Politics06:28 · 1h ago

A column compares Israel’s religious establishment fight to Balaam and Volozhin

Behadrei HaredimReligious
Translated & summarized from Behadrei Haredim by baba
The story · English

In this opinion piece tied to Parashat Balak, the writer argues that Israel’s professional, legal and budgetary authorities believe they can reshape the yeshiva world through decrees, sanctions and cuts, but will ultimately hit an invisible limit. The column says this pattern is not new, and compares it to the Russian Empire’s effort nearly 200 years ago to force changes on the Volozhin Yeshiva, long seen as the “mother of yeshivas.”

According to the article, the tsarist authorities demanded state oversight, changes to study, and tighter control. Rabbi Naftali Zvi Yehuda Berlin, known as the Netziv of Volozhin, refused any compromise and shut the yeshiva rather than alter its way of life. Although the institution closed physically, the piece says its spirit spread and helped create hundreds of Torah centers around the world.

The column then reads the Balaam story through the same lens. Balaam is presented as a master of words, branding and curses, hired by Balak because military force would not work against Israel. His collapse before the donkey, the author says, exposes the limits of “fake power” that relies on empty language and bureaucratic framing rather than real spiritual force. The article quotes Balaam’s outburst, “If only I had a sword in my hand, I would have killed you now,” and cites Rabbi Samson Raphael Hirsch as showing that such power is only a bluff until it turns to physical coercion.

In the writer’s analogy, the ultra-Orthodox public is the donkey, carrying the nation’s Torah life while the secular establishment rides on its back, benefiting from that spiritual protection but remaining blind to it. When the state pushes on military draft issues, the article says, it wrongly sees rebellion or evasion, while the Haredi side sees a red line that threatens the survival of Torah study. The column also invokes the COVID period, when artists and cultural figures protested closures by saying culture is “air to breathe,” to argue that the state understands spiritual dependence when it comes to secular culture, but forgets it with yeshivas. It closes by quoting Napoleon, who was said to have concluded that in the long run, the sword is defeated by the spirit.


Required work> Nothing but the lines from the one containing "Identify the location" through the end of the data below should appear in the answer, each exact and free of pictures.

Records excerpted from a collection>
########
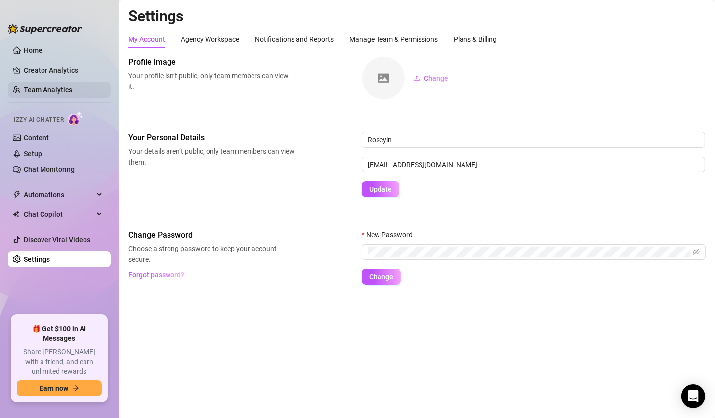 This screenshot has width=715, height=418. I want to click on a: Setup, so click(33, 154).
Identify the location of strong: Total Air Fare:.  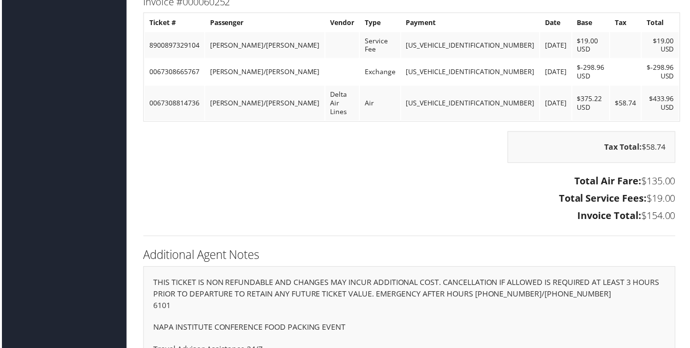
(609, 182).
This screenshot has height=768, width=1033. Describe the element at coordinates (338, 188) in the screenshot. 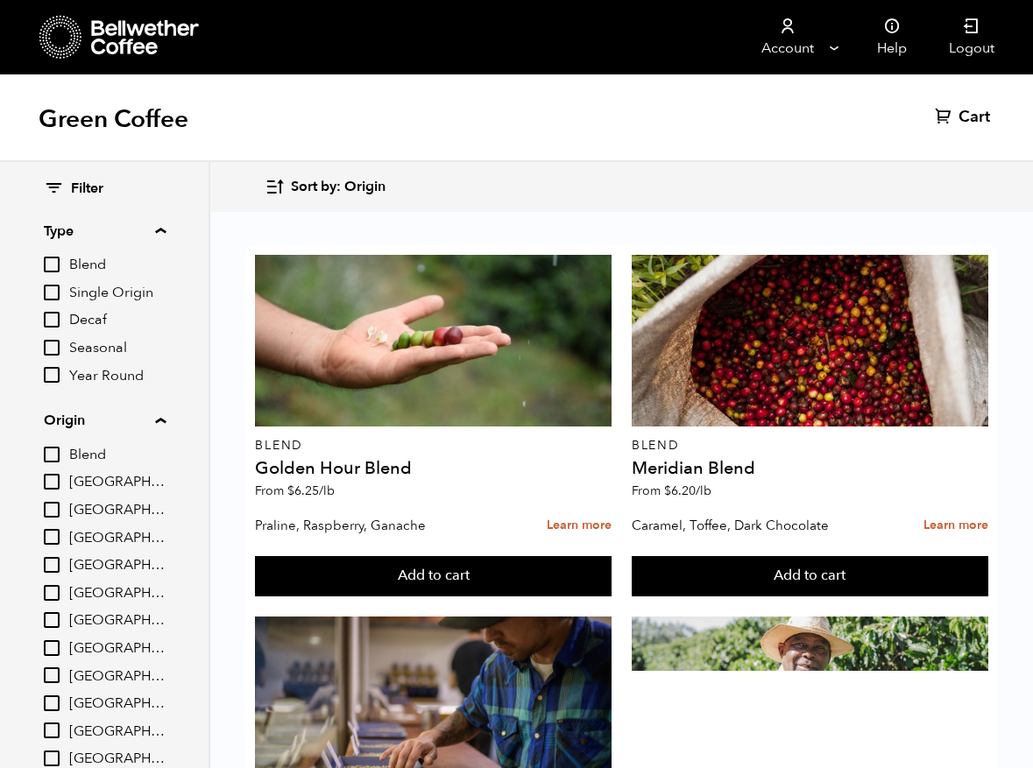

I see `span: Sort by: Origin` at that location.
########
Task output>
Identify the location of strong: Total Air Fare:.  
(609, 182).
This screenshot has height=768, width=1033. Describe the element at coordinates (338, 188) in the screenshot. 

I see `span: Sort by: Origin` at that location.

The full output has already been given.